Laura T. Fisher in Flood (Don Ipock)
Theater of the Absurd is probably not a subject most of us sit around regularly thinking about, but when we do, the figure who first springs to mind is very likely Samuel Beckett—or possibly Eugène Ionesco or one of their contemporaries, but for most of us, our idea of the genre is limited to mid-century writers. As a whole, the genre has fallen out of style in the last 60 or 70 years. But Mashuq Mushtaq Deen’s new play Flood, which is currently having its world premiere at KC Rep, offers as good an argument as I can imagine in favor of a resurgence.
A common, even fundamental structural throughline in the Theater of the Absurd is characters who refuse to acknowledge the preposterous circumstances of their surroundings, focusing instead on the quotidian elements of their own lives. As Deen makes explicitly clear, those themes are as relevant as they’ve ever been.
Flood takes place on the 19th floor of a highrise apartment building. Much of the establishment of tone and visual themes, if not exact time and place (as those elements are deliberately obscured) is done through Paul Kim’s fantastic costume design. Edith (Laura T. Fisher), is doing spot-on 1950s housewife Donna Reed cosplay. Her adult children (Darrington Clark and Jamie Morrow), who live in the same building but some number of floors below, are explicitly contemporary, their clothes and styling modern, pseudo-punkish, and vaguely androgynous. The patriarch, Darren (Matt DeCaro), is dressed similarly to his wife in suspenders and an unassuming cardigan—oh, and a white, structured, commedia dell’arte-esque mask inexplicably covering the top half of his face.
Edith and Darren’s lives are comfortable, if not much else. Darren spends his days working diligently on his “masterpiece”—an undefinable structure made of thousands of matchstick-size pieces of wood. Edith longs for the day he decides he’s finished and the two of them can sit and have tea together, perhaps even hold hands if she can bring herself to hope for such a display of basic affection. The two have a “very pleasant view” of an ocean from their apartment windows—so pleasant that they’re able to ignore the fact that that ocean seems to be growing, rising, consuming them entirely.
The very obvious metaphor at play here is one of climate change, and that’s certainly part of what we’re seeing. But the issues Darren and Edith are ignoring are all-encompassing. In an interview with Hallie Gordon featured in the show’s program, Deen says his inspiration for the play came from questions that arose in the public consciousness after the 2016 presidential election—questions of why so many white women voted for Trump, putting their (generally unconscious) desire to uphold the patriarchy above what most would see as their most basic self-interests. Upholding these systems of power offers these women some comfort and a degree of protection—or at least the promise of those things (someday, with tea, maybe). For many, that’s enough to bury their head in the sand, to ignore everything that is swallowing up the world around them, themselves and those they love included. Deen’s inclination to depict these ideas via a 1950s sitcom housewife could be trite on its own, but the decision to cast that entire framework through the lens of the Theater of the Absurd puts it all so over the top as to come back around to being sharply incisive.
Every design element of Flood works to serve its larger themes and tone, but I would be extremely remiss not to specifically mention Edward T. Morris’s set, which strikes the perfect balance of whimsy and looming menace that drives Deen’s script. Director Kenneth Prestininzi commands a stellar cast, navigating Deen’s complex, lofty metaphors with equal measures of absurd levity and gravitas.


WORK TO BE COMPLETED
Every line below that carries the word "pixels" needs to be copied.

Dataset rows for apps and sites
================================

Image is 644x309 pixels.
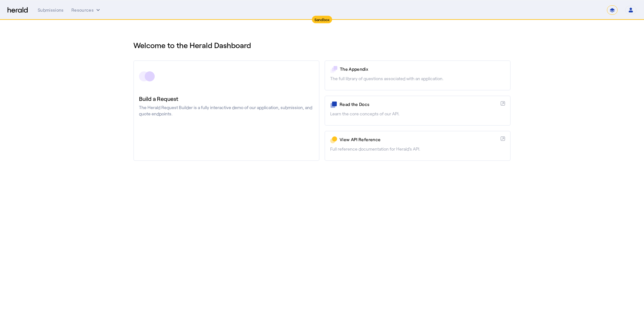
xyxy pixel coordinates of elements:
[7,7,28,13] img: Herald Logo
[71,7,101,13] button: Resources dropdown menu
[139,105,314,117] p: The Herald Request Builder is a fully interactive demo of our application, submission, and quote ...
[340,101,498,108] p: Read the Docs
[134,60,320,161] a: Build a RequestThe Herald Request Builder is a fully interactive demo of our application, submiss...
[340,66,505,72] p: The Appendix
[134,40,510,50] h1: Welcome to the Herald Dashboard
[38,7,64,13] div: Submissions
[330,111,505,117] p: Learn the core concepts of our API.
[330,76,505,82] p: The full library of questions associated with an application.
[324,60,510,90] a: The AppendixThe full library of questions associated with an application.
[324,95,510,126] a: Read the DocsLearn the core concepts of our API.
[330,146,505,152] p: Full reference documentation for Herald's API.
[340,137,498,143] p: View API Reference
[312,16,332,23] div: Sandbox
[139,94,314,103] h3: Build a Request
[324,130,510,161] a: View API ReferenceFull reference documentation for Herald's API.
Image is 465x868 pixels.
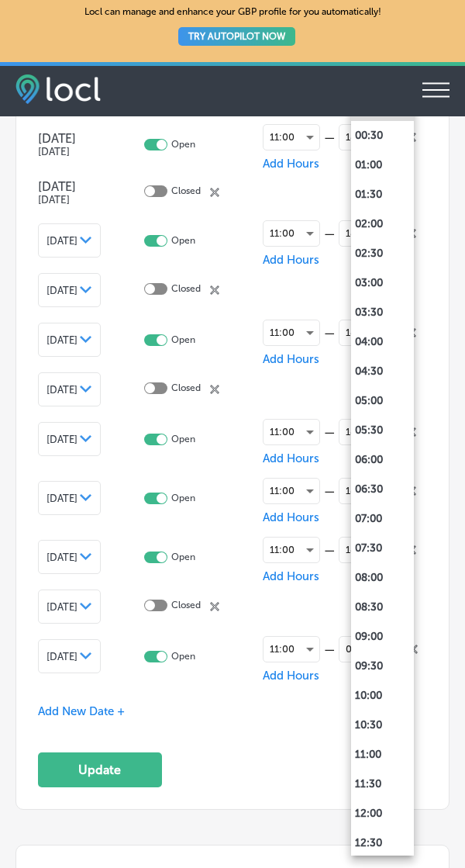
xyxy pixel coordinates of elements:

================================

TASK ANSWER
Image is 644x309 pixels.
Image is 465x868 pixels.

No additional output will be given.